Assamese students in Delhi not interested in packing their bags

August 17, 2012 10:20 am | Updated November 16, 2021 11:14 pm IST - NEW DELHI:

The front-page newspaper stories and telling pictures of thousands of panic-stricken people from the northeast fleeing Bangalore after widespread rumours of violence targeting them might have made the average reader uneasy. However, Assamese students in the Capital acknowledged that though they were worried about the situation in Bangalore, they were not interested in packing their bags. They genuinely believed that Delhi would never be like other cities only because “there are too many of us here”.

“I have been here for years now. I did my schooling here, went to college here in Delhi University and now I am doing my M. Phil here. I have never in all the years that I’ve spent in the Capital been threatened because of my race. I think Delhi will never be like the other cities. There are too many people from the northeast here for us to ever feel threatened,” said Rimon, an M. Phil student from Jawaharlal Nehru University.

College students in closed campuses like JNU admitted that they were completely secure inside the campus but that it was a different story on the Capital’s streets. “We have a forum for northeast students here and had a meeting this morning to discuss these issues and are planning a march on the campus in support of the victims of ethnic violence. This campus is very sensitive and nasty things do not happen here to us, but my friends living outside the campus have a very different story to tell,” said Meenakshi, a Ph.D. student in JNU.

She said her friends staying in rented accommodation and as paying guests had people knocking at their doors in the middle of the night, racial comments while walking the streets and other such nasty experiences.

Her sentiments were echoed by Pallavi, another Ph. D student from JNU who admitted that all the Assamese people she knew were usually on edge in the Capital because they had “heard of so many nasty incidents”.

But that Delhi could never be like other cities because of its cosmopolitan nature, in which most people were made up of migrants from other States.

However, there are still many who are genuinely apprehensive.

“Right now Delhi is calm, but I am afraid that the same thing that happened in Mumbai can happen here too. My friends have all left the city for the time being and will come back once everything gets settle down. We are all frightened,” said Seenam Sharda Devi, a civil services aspirant living in Ber Sarai.

“I am in Delhi for a while now but my family is in constant fear and after witnessing the scenario at Bangalore and Mumbai, they want me to come back till everything settles down,” said Triveni, a Delhi University student.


Print the records below exactly. Omit every picture.

- - -

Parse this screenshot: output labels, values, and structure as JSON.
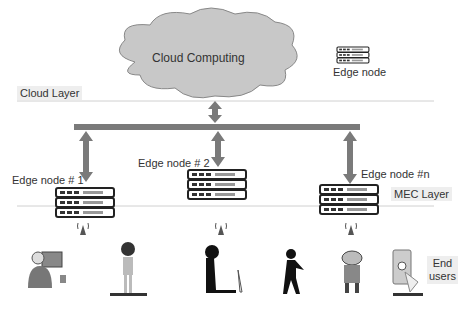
{
  "cloud": {
    "label": "Cloud Computing"
  },
  "legend": {
    "edge_node_label": "Edge node"
  },
  "layers": {
    "cloud": "Cloud Layer",
    "mec": "MEC Layer"
  },
  "nodes": [
    {
      "label": "Edge node # 1"
    },
    {
      "label": "Edge node # 2"
    },
    {
      "label": "Edge node #n"
    }
  ],
  "end_users": {
    "label_line1": "End",
    "label_line2": "users"
  },
  "colors": {
    "cloud_fill": "#c8c8c8",
    "arrow": "#7a7a7a",
    "bar": "#7a7a7a",
    "line": "#cfcfcf"
  }
}
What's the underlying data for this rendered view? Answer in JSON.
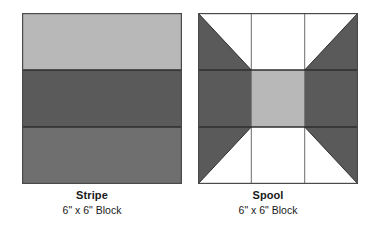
{
  "page": {
    "background_color": "#ffffff",
    "width": 367,
    "height": 232
  },
  "palette": {
    "light_gray": "#b8b8b8",
    "medium_gray": "#6f6f6f",
    "dark_gray": "#5a5a5a",
    "white": "#ffffff",
    "outline": "#3a3a3a",
    "text": "#1a1a1a"
  },
  "blocks": [
    {
      "id": "stripe",
      "title": "Stripe",
      "size": "6\" x 6\" Block",
      "pattern_type": "three-horizontal-bands",
      "bands": [
        {
          "name": "top-band",
          "fill": "#b8b8b8",
          "height_fraction": 0.333
        },
        {
          "name": "middle-band",
          "fill": "#5a5a5a",
          "height_fraction": 0.333
        },
        {
          "name": "bottom-band",
          "fill": "#6f6f6f",
          "height_fraction": 0.334
        }
      ]
    },
    {
      "id": "spool",
      "title": "Spool",
      "size": "6\" x 6\" Block",
      "pattern_type": "nine-patch-with-half-square-triangles",
      "units": [
        {
          "name": "top-left-corner",
          "fill": "#5a5a5a",
          "secondary_fill": "#ffffff",
          "shape": "half-square-triangle"
        },
        {
          "name": "top-center",
          "fill": "#ffffff",
          "shape": "square"
        },
        {
          "name": "top-right-corner",
          "fill": "#5a5a5a",
          "secondary_fill": "#ffffff",
          "shape": "half-square-triangle"
        },
        {
          "name": "middle-left",
          "fill": "#5a5a5a",
          "shape": "square"
        },
        {
          "name": "center",
          "fill": "#b8b8b8",
          "shape": "square"
        },
        {
          "name": "middle-right",
          "fill": "#5a5a5a",
          "shape": "square"
        },
        {
          "name": "bottom-left-corner",
          "fill": "#5a5a5a",
          "secondary_fill": "#ffffff",
          "shape": "half-square-triangle"
        },
        {
          "name": "bottom-center",
          "fill": "#ffffff",
          "shape": "square"
        },
        {
          "name": "bottom-right-corner",
          "fill": "#5a5a5a",
          "secondary_fill": "#ffffff",
          "shape": "half-square-triangle"
        }
      ]
    }
  ]
}
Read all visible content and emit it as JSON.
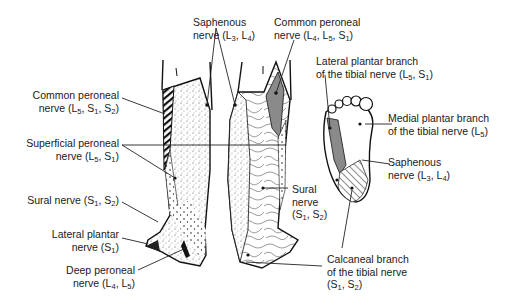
{
  "figure": {
    "views": [
      "anterolateral leg",
      "posterior leg",
      "plantar foot"
    ]
  },
  "labels": {
    "saphenous_top": {
      "line1": "Saphenous",
      "line2_pre": "nerve (L",
      "s1": "3",
      "mid": ", L",
      "s2": "4",
      "end": ")"
    },
    "common_peroneal_right": {
      "line1": "Common peroneal",
      "line2_pre": "nerve (L",
      "s1": "4",
      "mid1": ", L",
      "s2": "5",
      "mid2": ", S",
      "s3": "1",
      "end": ")"
    },
    "common_peroneal_left": {
      "line1": "Common peroneal",
      "line2_pre": "nerve (L",
      "s1": "5",
      "mid1": ", S",
      "s2": "1",
      "mid2": ", S",
      "s3": "2",
      "end": ")"
    },
    "lateral_plantar_branch": {
      "line1": "Lateral plantar branch",
      "line2_pre": "of the tibial nerve (L",
      "s1": "5",
      "mid": ", S",
      "s2": "1",
      "end": ")"
    },
    "medial_plantar_branch": {
      "line1": "Medial plantar branch",
      "line2_pre": "of the tibial nerve (L",
      "s1": "5",
      "end": ")"
    },
    "superficial_peroneal": {
      "line1": "Superficial peroneal",
      "line2_pre": "nerve (L",
      "s1": "5",
      "mid": ", S",
      "s2": "1",
      "end": ")"
    },
    "saphenous_foot": {
      "line1": "Saphenous",
      "line2_pre": "nerve (L",
      "s1": "3",
      "mid": ", L",
      "s2": "4",
      "end": ")"
    },
    "sural_left": {
      "line1_pre": "Sural nerve (S",
      "s1": "1",
      "mid": ", S",
      "s2": "2",
      "end": ")"
    },
    "sural_posterior": {
      "line1": "Sural",
      "line2": "nerve",
      "line3_pre": "(S",
      "s1": "1",
      "mid": ", S",
      "s2": "2",
      "end": ")"
    },
    "lateral_plantar_nerve": {
      "line1": "Lateral plantar",
      "line2_pre": "nerve (S",
      "s1": "1",
      "end": ")"
    },
    "deep_peroneal": {
      "line1": "Deep peroneal",
      "line2_pre": "nerve (L",
      "s1": "4",
      "mid": ", L",
      "s2": "5",
      "end": ")"
    },
    "calcaneal_branch": {
      "line1": "Calcaneal branch",
      "line2": "of the tibial nerve",
      "line3_pre": "(S",
      "s1": "1",
      "mid": ", S",
      "s2": "2",
      "end": ")"
    }
  },
  "colors": {
    "ink": "#1a1a1a",
    "shade_gray": "#8a8a8a",
    "background": "#ffffff"
  }
}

- - -

* _WRITTEN REPLY_:
Parse this screenshot: output labels, values, and structure as JSON.
{
  "cloud": {
    "label": "Cloud Computing"
  },
  "legend": {
    "edge_node_label": "Edge node"
  },
  "layers": {
    "cloud": "Cloud Layer",
    "mec": "MEC Layer"
  },
  "nodes": [
    {
      "label": "Edge node # 1"
    },
    {
      "label": "Edge node # 2"
    },
    {
      "label": "Edge node #n"
    }
  ],
  "end_users": {
    "label_line1": "End",
    "label_line2": "users"
  },
  "colors": {
    "cloud_fill": "#c8c8c8",
    "arrow": "#7a7a7a",
    "bar": "#7a7a7a",
    "line": "#cfcfcf"
  }
}
What's the underlying data for this rendered view? Answer in JSON.
{
  "page": {
    "background_color": "#ffffff",
    "width": 367,
    "height": 232
  },
  "palette": {
    "light_gray": "#b8b8b8",
    "medium_gray": "#6f6f6f",
    "dark_gray": "#5a5a5a",
    "white": "#ffffff",
    "outline": "#3a3a3a",
    "text": "#1a1a1a"
  },
  "blocks": [
    {
      "id": "stripe",
      "title": "Stripe",
      "size": "6\" x 6\" Block",
      "pattern_type": "three-horizontal-bands",
      "bands": [
        {
          "name": "top-band",
          "fill": "#b8b8b8",
          "height_fraction": 0.333
        },
        {
          "name": "middle-band",
          "fill": "#5a5a5a",
          "height_fraction": 0.333
        },
        {
          "name": "bottom-band",
          "fill": "#6f6f6f",
          "height_fraction": 0.334
        }
      ]
    },
    {
      "id": "spool",
      "title": "Spool",
      "size": "6\" x 6\" Block",
      "pattern_type": "nine-patch-with-half-square-triangles",
      "units": [
        {
          "name": "top-left-corner",
          "fill": "#5a5a5a",
          "secondary_fill": "#ffffff",
          "shape": "half-square-triangle"
        },
        {
          "name": "top-center",
          "fill": "#ffffff",
          "shape": "square"
        },
        {
          "name": "top-right-corner",
          "fill": "#5a5a5a",
          "secondary_fill": "#ffffff",
          "shape": "half-square-triangle"
        },
        {
          "name": "middle-left",
          "fill": "#5a5a5a",
          "shape": "square"
        },
        {
          "name": "center",
          "fill": "#b8b8b8",
          "shape": "square"
        },
        {
          "name": "middle-right",
          "fill": "#5a5a5a",
          "shape": "square"
        },
        {
          "name": "bottom-left-corner",
          "fill": "#5a5a5a",
          "secondary_fill": "#ffffff",
          "shape": "half-square-triangle"
        },
        {
          "name": "bottom-center",
          "fill": "#ffffff",
          "shape": "square"
        },
        {
          "name": "bottom-right-corner",
          "fill": "#5a5a5a",
          "secondary_fill": "#ffffff",
          "shape": "half-square-triangle"
        }
      ]
    }
  ]
}
Read all visible content and emit it as JSON.
{
  "figure": {
    "views": [
      "anterolateral leg",
      "posterior leg",
      "plantar foot"
    ]
  },
  "labels": {
    "saphenous_top": {
      "line1": "Saphenous",
      "line2_pre": "nerve (L",
      "s1": "3",
      "mid": ", L",
      "s2": "4",
      "end": ")"
    },
    "common_peroneal_right": {
      "line1": "Common peroneal",
      "line2_pre": "nerve (L",
      "s1": "4",
      "mid1": ", L",
      "s2": "5",
      "mid2": ", S",
      "s3": "1",
      "end": ")"
    },
    "common_peroneal_left": {
      "line1": "Common peroneal",
      "line2_pre": "nerve (L",
      "s1": "5",
      "mid1": ", S",
      "s2": "1",
      "mid2": ", S",
      "s3": "2",
      "end": ")"
    },
    "lateral_plantar_branch": {
      "line1": "Lateral plantar branch",
      "line2_pre": "of the tibial nerve (L",
      "s1": "5",
      "mid": ", S",
      "s2": "1",
      "end": ")"
    },
    "medial_plantar_branch": {
      "line1": "Medial plantar branch",
      "line2_pre": "of the tibial nerve (L",
      "s1": "5",
      "end": ")"
    },
    "superficial_peroneal": {
      "line1": "Superficial peroneal",
      "line2_pre": "nerve (L",
      "s1": "5",
      "mid": ", S",
      "s2": "1",
      "end": ")"
    },
    "saphenous_foot": {
      "line1": "Saphenous",
      "line2_pre": "nerve (L",
      "s1": "3",
      "mid": ", L",
      "s2": "4",
      "end": ")"
    },
    "sural_left": {
      "line1_pre": "Sural nerve (S",
      "s1": "1",
      "mid": ", S",
      "s2": "2",
      "end": ")"
    },
    "sural_posterior": {
      "line1": "Sural",
      "line2": "nerve",
      "line3_pre": "(S",
      "s1": "1",
      "mid": ", S",
      "s2": "2",
      "end": ")"
    },
    "lateral_plantar_nerve": {
      "line1": "Lateral plantar",
      "line2_pre": "nerve (S",
      "s1": "1",
      "end": ")"
    },
    "deep_peroneal": {
      "line1": "Deep peroneal",
      "line2_pre": "nerve (L",
      "s1": "4",
      "mid": ", L",
      "s2": "5",
      "end": ")"
    },
    "calcaneal_branch": {
      "line1": "Calcaneal branch",
      "line2": "of the tibial nerve",
      "line3_pre": "(S",
      "s1": "1",
      "mid": ", S",
      "s2": "2",
      "end": ")"
    }
  },
  "colors": {
    "ink": "#1a1a1a",
    "shade_gray": "#8a8a8a",
    "background": "#ffffff"
  }
}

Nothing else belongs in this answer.